Argentina: Tango

tangoTango is a musical genre and a River Plate dance characteristic of the city of Buenos Aires, of strict urban nature and renown worldwide. Musically speaking, it has binary form and rhythm of four quarters (even though it is called “two by four”). It is classically interpreted by a typical orchestra or sextet and it recognizes the “bandoneón” as its essential instrument.

The choreography, designed after a couples’ hug, is highly sensual and complex. The lyrics are composed with the local dialect called “lunfardo” and usually express sadness, especially in when referring to the love that men and women feel, without leaving out other themes, such as humor and politics.

Enrique Santos Discépolo, one of tango’s most renown poets, defined it as “a sad thought that is danced.”

Although tango acknowledges far-off African, Latin American, and European antecedents, its cultural origins have fused in such a way that it is almost impossible to recognize them. In essence, tango is a fusion of artistic expression, of strict urban nature and suburban root, that responds to the concrete historical process of massive immigration, mostly European, that completely reconstructed the River Plate societies, especially that of Buenos Aires and Montevideo, as of the last decades of the XIX century.

It is known that its sensuality derives from its origins in brothels, where European immigrants that arrived alone to look for work maintained sexual relations with the natives, mainly Afro-Argentine and Indo-Americans, called “chinas.” It is also known that the slang used in the lyrics, called “lunfardo,” is full of Italian and African expressions, that its rhythm and nostalgic atmosphere is closely related to the Cuban habanera, and that “tango, milonga, malambo, and candombe” are all part of a same musical family of African roots and also come from the customs of gauchos that migrated to the city.
tango
However, tango should not be confused with nor does it derive from a particular musical style. Ernesto Sábato said that above all things tango is a hybrid, an original and new expression that comes from an exceptional and enormous human mobilization.

Tango appeared in the port cities of the River Plate and its hinterlands in the second half of the XIX century, in the socio-cultural framework of the great migration waves of the most varied domestic and external origins that the region received back then. Buenos Aires and Montevideo, and to a lesser extent Rosario, fight over which city is tango’s true place of birth.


Exclude the pictures and reproduce exactly the lines that run from the one holding "If so, where?" to the end of the entries below.

Records supplied: Begin

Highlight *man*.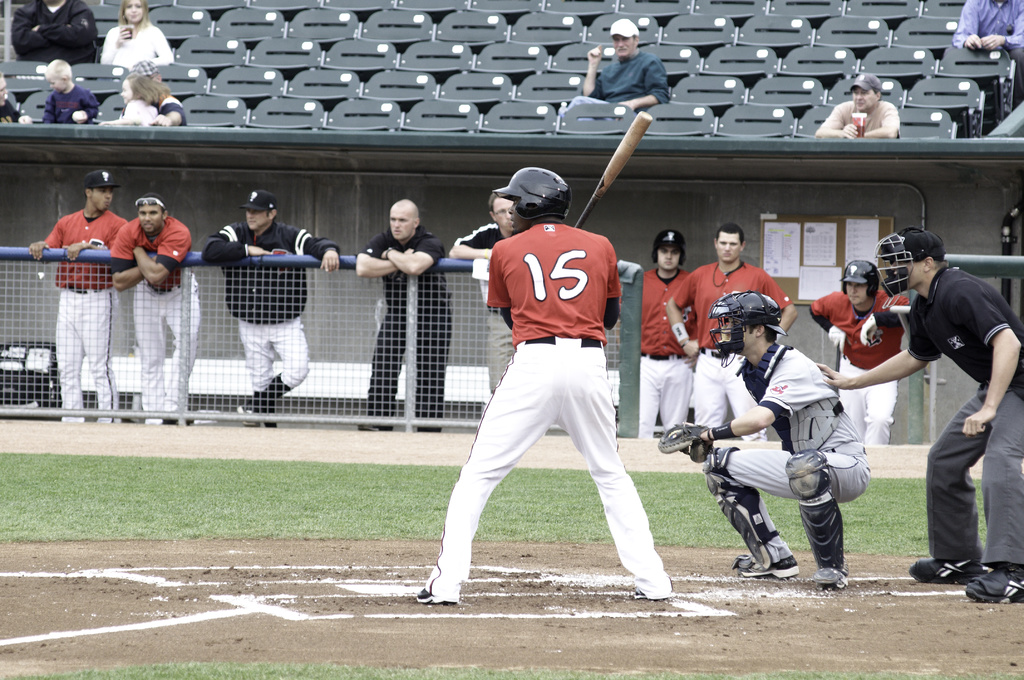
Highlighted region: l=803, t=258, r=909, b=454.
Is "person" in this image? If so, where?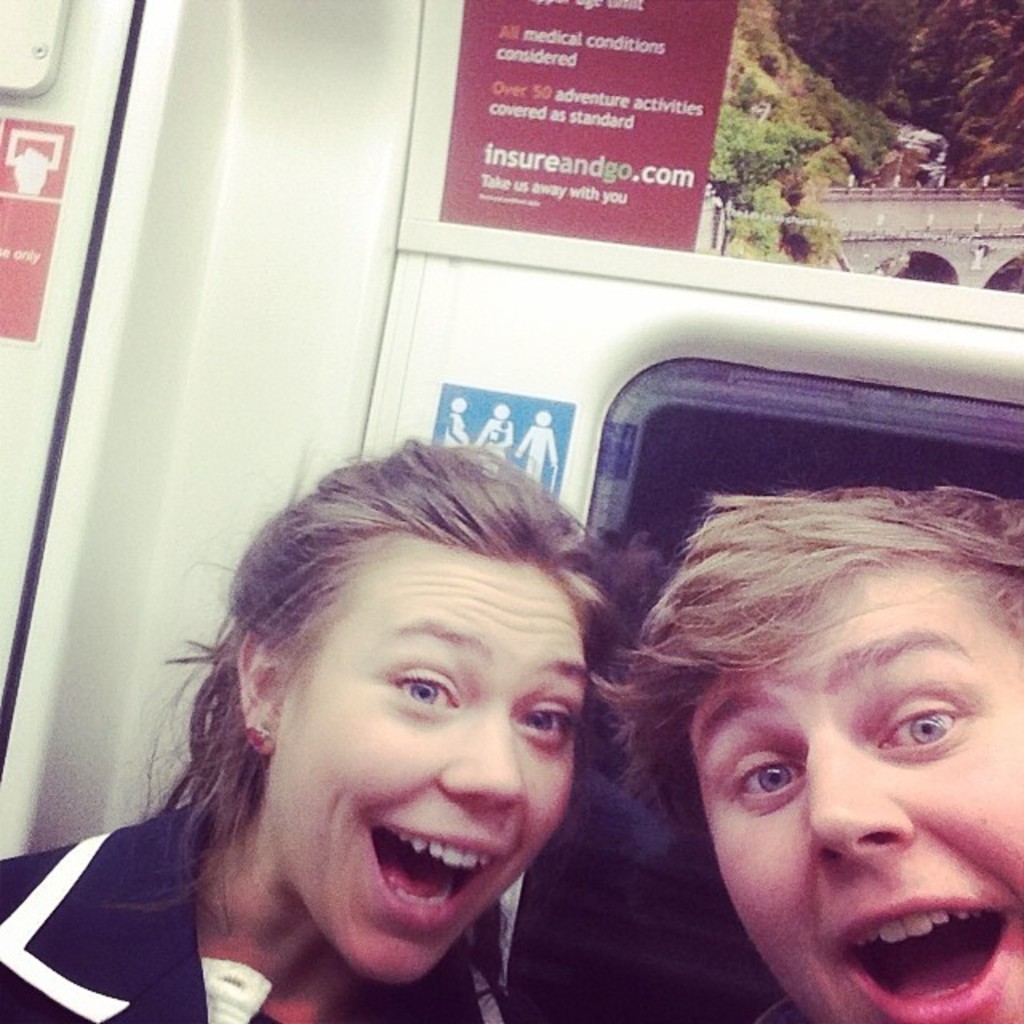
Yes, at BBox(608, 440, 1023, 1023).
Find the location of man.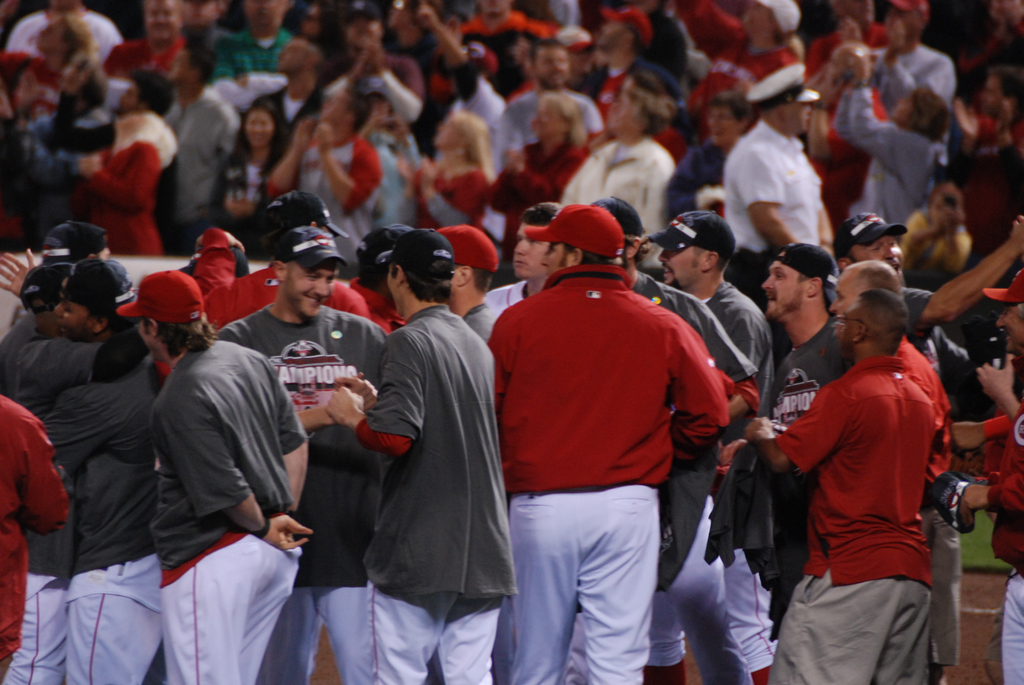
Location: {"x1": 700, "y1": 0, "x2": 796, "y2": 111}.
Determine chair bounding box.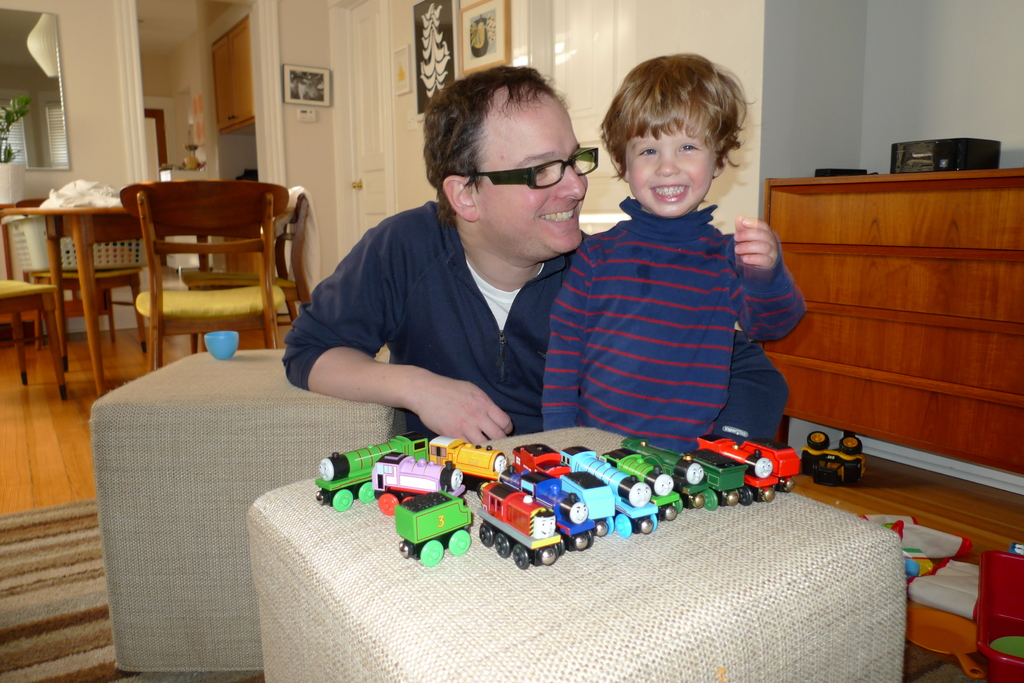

Records supplied: End

- Written answer
Is "person" in this image? If so, where?
Yes, at BBox(608, 440, 1023, 1023).
Find the location of man.
Location: {"x1": 700, "y1": 0, "x2": 796, "y2": 111}.
Determine chair bounding box.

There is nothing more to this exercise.